When salespeople and their leaders think about creating systems, it can become overwhelming. Where to start? With pipeline stages? Outreach campaigns? Call scripts? Discovery questions?

As we explained in Bulletproof Selling, there isn’t a place where systems can’t be used across a sales cycle. However, creating a system has to start where salespeople are struggling or where someone is succeeding and others on the team want to model that success. For that reason, sales leaders like Joseph Fung advocate salespeople create sales checklists as they encounter problems or discover solutions.

Because we’re trimming hope from our sales strategy, we’ll use the acronym TRIM to guide us through creating a system with a trigger, ensuring it’s repeatable, building in ways to improve it and of course, ensuring it’s measurable and getting us results.

T – Trigger: Joseph recommends the trigger for this system begins not with the prospect but with the salesperson – and it’s every time the feeling of dread and anxiety appears. That’s a signal that we have room for improvement, and it’s also an invitation to create a checklist we can use to improve.

Additionally, every time something goes right and another salesperson or manager asks, “How did you do that?”, it’s also an invitation to create a best practices checklist around that sale or issue.

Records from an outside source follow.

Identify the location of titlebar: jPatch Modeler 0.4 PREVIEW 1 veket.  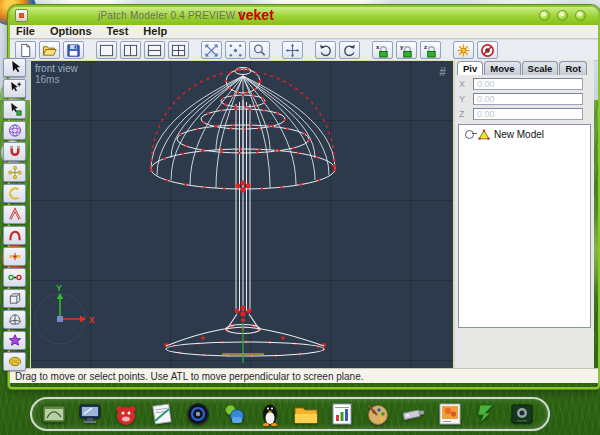
(304, 16).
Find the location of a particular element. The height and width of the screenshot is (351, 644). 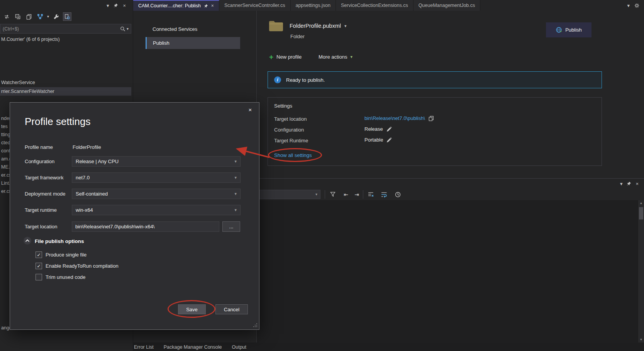

nav-item-publish: Publish is located at coordinates (193, 43).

R – Repeatable: To make the way we build checklists repeatable, Joseph says salespeople must carve time out of their meetings to dissect the process a person used to achieve success or ways to improve a challenge that folks are encountering. Those processes form the foundation of checklists that can then be stored in the shared CRM, in a training binder or even on a sheet of paper that salespeople can fill out as they conduct outreach and talk to prospects.

The most important part of making this repeatable, according to Joseph, isn’t where to capture our checklists. Instead, it’s that we take the time to ask tough questions of ourselves. Whether that’s a sales enablement specialist or a savvy sales leader, ensure the time is blocked during sales meetings to discover new opportunities for checklists based on what salespeople are challenged with today.

I – Improvable: One danger with improving checklists is that we can create ‘false positives’ on success by not using checklists or not following all the steps. Sales are happening, so all must be working with our checklists, right?

Not so fast, Joseph says. He advises the best way to improve a checklist is to give someone who’s never seen the checklist before the chance to use it for a month. If they can execute the checklist and it works, then you know you have a winning formula. However, our experience is that a new checklist user will always have questions and ideas for improving it – even if it is working for everyone else on the sales team.

M – Measurable: To measure the effectiveness of checklists, don’t just focus on closed sales or leads entered into the pipeline. A checklist’s effectiveness happens in process adherence. Choose a part of an important checklist and take a look at your team’s deals, or your own if you’re running your own checklist. Is that area being followed, even if it isn’t the part of the checklist that closes a sale?

By measuring process adherence, we can ensure our checklists are creating the systemization that we can measure, improve and use to create more value for our customers.